Couple Bugs There

Let’s hear it for the Surveillance Society:

Privacy advocates used Amazon’s facial recognition to scan thousands of random faces around Capitol Hill in Washington DC to highlight the dangers of this technology’s surveillance capabilities.
While walking around, the team found the facial recognition successfully identified a congressman, but also claimed to spot Roy Orbison – an American singer who died in 1988.
The demonstration was a message to Congress to ban the technology, as there’s no law preventing people from scanning your face without your consent anytime you step out in public.

Hey, I’m pretty sure that ol’ Roy did a few regrettable things in his lifetime (bonked underage groupies, etc.) so now that the gummint has found evidence of his “existence”, they can do a little retroactive post-mortem prosecution.  I’ve seen worse.

What I wanted to see was that the software identified someone who was provably somewhere else at the time — so that in times to come when this bullshit is used by the cops to break an alibi, the evidence can get tossed out of court.

2 comments

  1. “What I wanted to see was that the software identified someone who was provably somewhere else at the time”

    Well, given that Roy’s been quietly moldering for a few decades, they’ve already done that, Kim.

  2. Don’t count on this staying flawed. One of these years, it will be as accurate as human observation, and probably more reliable (the camera never has to sneeze, blink, or go to the john).

    Also, even with flaws, it’s a useful way to monitor large numbers of people. If the video is recorded, the hit can be manually verified.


**What the exercise asks:** Scan the records below for lines with the word "MONPLAISIR", then state how many you find and nothing else.

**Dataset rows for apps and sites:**
-*-*-

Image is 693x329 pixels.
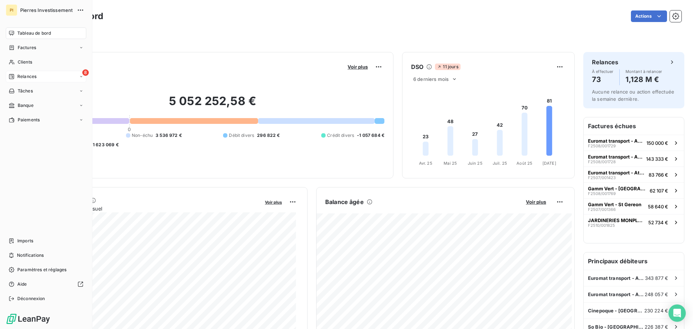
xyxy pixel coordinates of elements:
h6: Principaux débiteurs [584,252,684,270]
span: Chiffre d'affaires mensuel [41,205,260,212]
a: Aide [6,278,86,290]
span: Crédit divers [327,132,354,139]
span: Gamm Vert - St Gereon [588,201,641,207]
span: Voir plus [526,199,546,205]
h6: Balance âgée [325,197,364,206]
span: Euromat transport - Athis Mons (Bai [588,291,645,297]
h6: Factures échues [584,117,684,135]
span: -1 057 684 € [357,132,384,139]
span: Montant à relancer [626,69,662,74]
span: Aide [17,281,27,287]
span: Aucune relance ou action effectuée la semaine dernière. [592,89,674,102]
span: Euromat transport - Athis Mons (Bai [588,170,646,175]
span: F2508/001769 [588,191,616,196]
button: Actions [631,10,667,22]
span: 62 107 € [650,188,668,193]
span: 150 000 € [647,140,668,146]
div: Open Intercom Messenger [669,304,686,322]
span: Voir plus [265,200,282,205]
span: Tâches [18,88,33,94]
span: Euromat transport - Athis Mons (Bai [588,154,643,160]
span: F2507/001423 [588,175,616,180]
span: 0 [128,126,131,132]
span: Déconnexion [17,295,45,302]
tspan: Juin 25 [468,161,483,166]
span: F2510/001825 [588,223,615,227]
span: F2507/001366 [588,207,616,212]
span: Clients [18,59,32,65]
button: Voir plus [263,199,284,205]
button: Voir plus [524,199,548,205]
span: 52 734 € [648,219,668,225]
button: Gamm Vert - [GEOGRAPHIC_DATA]F2508/00176962 107 € [584,182,684,198]
h6: DSO [411,62,423,71]
h6: Relances [592,58,618,66]
span: 343 877 € [645,275,668,281]
button: Gamm Vert - St GereonF2507/00136658 640 € [584,198,684,214]
span: 8 [82,69,89,76]
span: Euromat transport - Athis Mons (Bai [588,138,644,144]
span: F2508/001728 [588,160,616,164]
span: Non-échu [132,132,153,139]
span: Paiements [18,117,40,123]
tspan: Avr. 25 [419,161,432,166]
span: Relances [17,73,36,80]
span: Tableau de bord [17,30,51,36]
h2: 5 052 252,58 € [41,94,384,116]
tspan: Juil. 25 [493,161,507,166]
tspan: [DATE] [543,161,556,166]
span: Voir plus [348,64,368,70]
span: Euromat transport - Athis Mons (Bai [588,275,645,281]
tspan: Août 25 [517,161,532,166]
span: -1 623 069 € [91,142,119,148]
span: Factures [18,44,36,51]
button: Euromat transport - Athis Mons (BaiF2508/001729150 000 € [584,135,684,151]
span: Banque [18,102,34,109]
img: Logo LeanPay [6,313,51,325]
span: Paramètres et réglages [17,266,66,273]
span: 11 jours [435,64,460,70]
span: 296 822 € [257,132,280,139]
span: Pierres Investissement [20,7,73,13]
span: JARDINERIES MONPLAISIR NEUVILLE [588,217,645,223]
button: Euromat transport - Athis Mons (BaiF2507/00142383 766 € [584,166,684,182]
span: Cinepoque - [GEOGRAPHIC_DATA] (75006) [588,308,644,313]
span: Gamm Vert - [GEOGRAPHIC_DATA] [588,186,647,191]
h4: 73 [592,74,614,85]
span: 58 640 € [648,204,668,209]
tspan: Mai 25 [444,161,457,166]
span: Débit divers [229,132,254,139]
span: 248 057 € [645,291,668,297]
button: Voir plus [345,64,370,70]
span: F2508/001729 [588,144,616,148]
span: À effectuer [592,69,614,74]
h4: 1,128 M € [626,74,662,85]
span: 83 766 € [649,172,668,178]
span: 143 333 € [646,156,668,162]
span: 3 536 972 € [156,132,182,139]
button: Euromat transport - Athis Mons (BaiF2508/001728143 333 € [584,151,684,166]
span: Imports [17,238,33,244]
span: 6 derniers mois [413,76,449,82]
span: Notifications [17,252,44,258]
span: 230 224 € [644,308,668,313]
button: JARDINERIES MONPLAISIR NEUVILLEF2510/00182552 734 € [584,214,684,230]
div: PI [6,4,17,16]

-*-*-

**Problem solution:** 2